There are two different G.I. Joe movies in early development, Deadline has confirmed, between The Righteous Gemstones star/creator Danny McBride and American Ultra scribe Max Landis.

We hear Landis has a treatment while McBride is in talks to write a treatment. Know that Paramount has myriad Transformers projects in early stages as well. You’ll remember coming off of Steven Caple Jr.’s Transformers: Rise of the Beasts there was a tip-off to a Transformers-G.I. Joe crossover movie. That concept isn’t out of sight, out of mind.

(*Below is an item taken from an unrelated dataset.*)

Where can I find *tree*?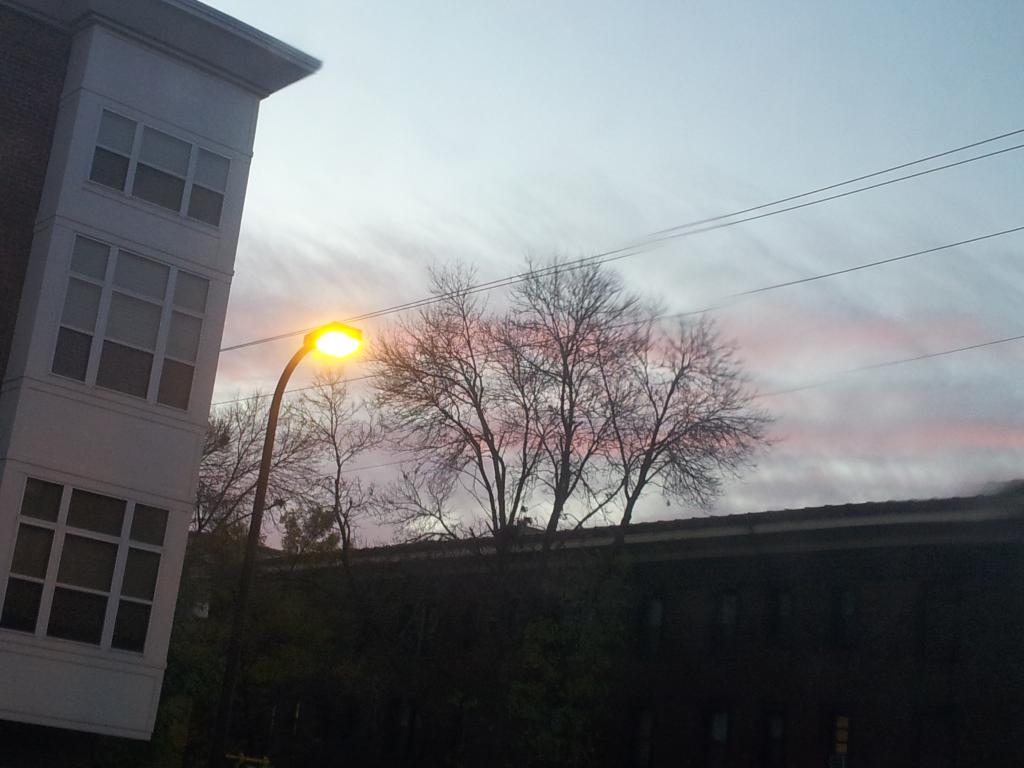
You can find it at x1=479, y1=248, x2=646, y2=532.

Transformers producer Lorenzo di Bonaventura is also the producer on the G.I. Joe movies.

Landis, the son of filmmaker John Landis, made bank by selling three pitches out of college in a six-month time frame early on in his career. His script for Chronicle landed on the Black List and ultimately sold to 20th Century Fox and Davis Entertainment.

Landis was accused by multiple women of sexual abuse between 2017-2019. His management company Writ Large dropped him in June 2019 amid the allegations.

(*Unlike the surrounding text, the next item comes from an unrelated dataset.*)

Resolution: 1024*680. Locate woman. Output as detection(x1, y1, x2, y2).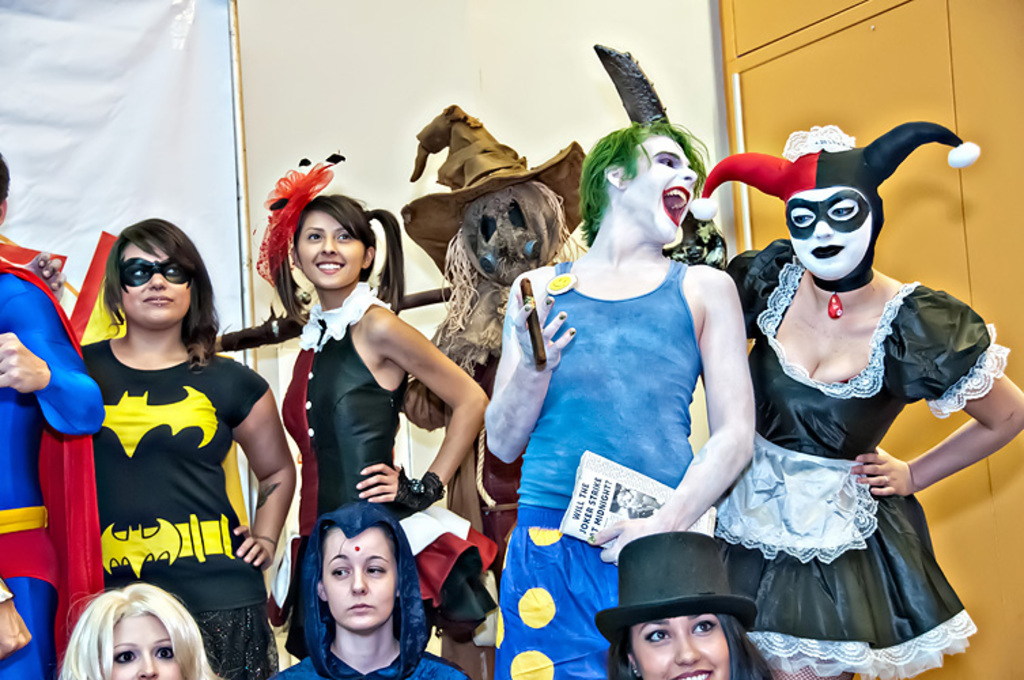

There’s a big fandom, particularly among GenXers, for G.I. Joe given the 1980s toys and TV series. While Paramount achieved tentpole box office with the first two movies with a combined global gross of $678.1M and stars such as Bruce Willis, Dwayne Johnson and Channing Tatum in the franchise, the post-Covid 2021 spinoff Snake Eyes, about one of the most popular G.I. Joe characters –a severely burned mute ninja turned sharpshooter– fell off a cliff with $40M at the global box office.

AS
Amanda Sterling

Culture Reporter

Amanda Sterling reports on music, pop culture, celebrity news, and the arts. A graduate of NYU's arts journalism program, she covers the cultural moments that define the zeitgeist. Her reviews and profiles appear regularly in the Journal American's arts and culture section.